Less than a month after winning its first FDA authorization, 23andMe is expanding beyond direct-to-consumer genetic testing by creating a new therapeutics group, and appointing Genentech’s recently retired evp of research and early development to lead the new unit.
Richard Scheller, Ph.D., has been named 23andMe’s CSO and head of therapeutics, effective at the beginning of next month. At the new 23andMe Therapeutics, Dr. Scheller will be charged with building a dedicated R&D team that will apply human genetic data toward new therapies for both common and rare diseases.
23andMe said it will link the work of the new therapeutics group with its research platform, which the company says includes the world's largest consented, re-contactable database. That database includes almost 900,000 customers who have contributed more than 250 million data points of information. Over 80% of customers chose to opt-in to research and answer questions, according to 23andMe.
“The same way we are transforming the way people access and understand their genomes, we hope to transform the way we discover and develop novel therapies. By starting with genetic information and understanding the basics of disease, we hope we can make discoveries that will have a meaningful impact on society,” 23andMe CEO and co-founder Anne Wojcicki said today in a post on the company’s blog.
“Our mission is to help people access, understand and benefit from the human genome. With Dr. Scheller joining the team, we believe we will be putting our best efforts into helping customers and society benefit from the human genome,” Wojcicki added. “We believe we have the potential to be the source of new discoveries that transform the health and lives of our friends and family.”
23andMe’s hiring of Dr. Scheller comes some two months after the company launched separate collaborations with a pair of drug developers. On January 12, 23andMe said it gave access to its research platform to Pfizer under a collaboration that will include genome-wide association studies, surveys, and clinical trial recruitment. The partners agreed to undertake a longitudinal study designed to better understand the genetics of lupus by enrolling and genotyping 5,000 people into a new lupus research community. That effort will include integration of medical records, targeted bio-sampling along with genetic information for all participants.
Six days earlier on January 6, 23andMe joined with Genentech in a partnership to generate whole genome sequencing data for about 3,000 people in 23andMe’s Parkinson’s disease community. The company said the multiyear collaboration—whose value has not been disclosed but according to one report was worth $60 million—was intended to identify new therapeutic targets for treating Parkinson’s disease.
Dr. Scheller retired in December 2014 from Genentech, a Roche subsidiary, after 14 years with the company—the last six as evp of research and early development. In that position, he led the company's research strategy, drug discovery, business development, and early drug development activities through proof-of-concept in the clinic. Dr. Scheller also oversaw Genentech’s basic research around oncology, immunology, neuroscience, and infectious disease.
Dr. Scheller served on the faculty of Stanford University for 19 years as a professor in the department of biological sciences and the department of molecular and cellular physiology and was an investigator at the Howard Hughes Medical Institute of Stanford University Medical Center. Since 2004, Dr. Scheller has also served as an adjunct professor in the department of biochemistry and biophysics at the University of California, San Francisco. He has published more than 280 research studies.
For his work elucidating the molecular mechanisms governing neurotransmitter release, Dr. Scheller has received several awards—including the 2014 California Institute of Technology's Caltech Distinguished Alumni Award, and the Albert Lasker Basic Medical Research Award a year earlier. Dr. Scheller was awarded his Ph.D. in chemistry from Caltech, and completed postdoctoral fellowships at the school’s division of biology, as well as at Columbia University’s College of Physicians and Surgeons, where he specialized in molecular neurobiology.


- Exercise directions: Return each line below holding the string "pixels".

Dataset entries
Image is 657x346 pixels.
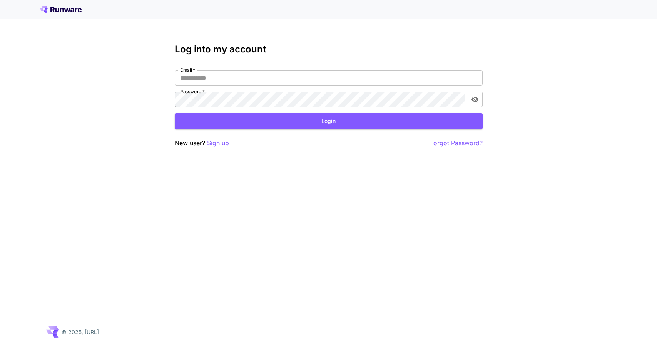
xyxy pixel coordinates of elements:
label: Password [180,88,205,95]
button: toggle password visibility [468,92,482,106]
button: Forgot Password? [430,138,482,148]
label: Email [180,67,195,73]
p: © 2025, [URL] [62,327,99,335]
h3: Log into my account [175,44,482,55]
button: Sign up [207,138,229,148]
button: Login [175,113,482,129]
p: New user? [175,138,229,148]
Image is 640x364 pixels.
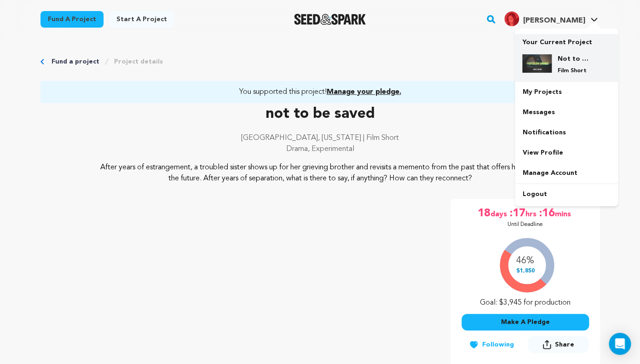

- Task answer:
Image is 657x346 pixels.
Image is 640x364 pixels.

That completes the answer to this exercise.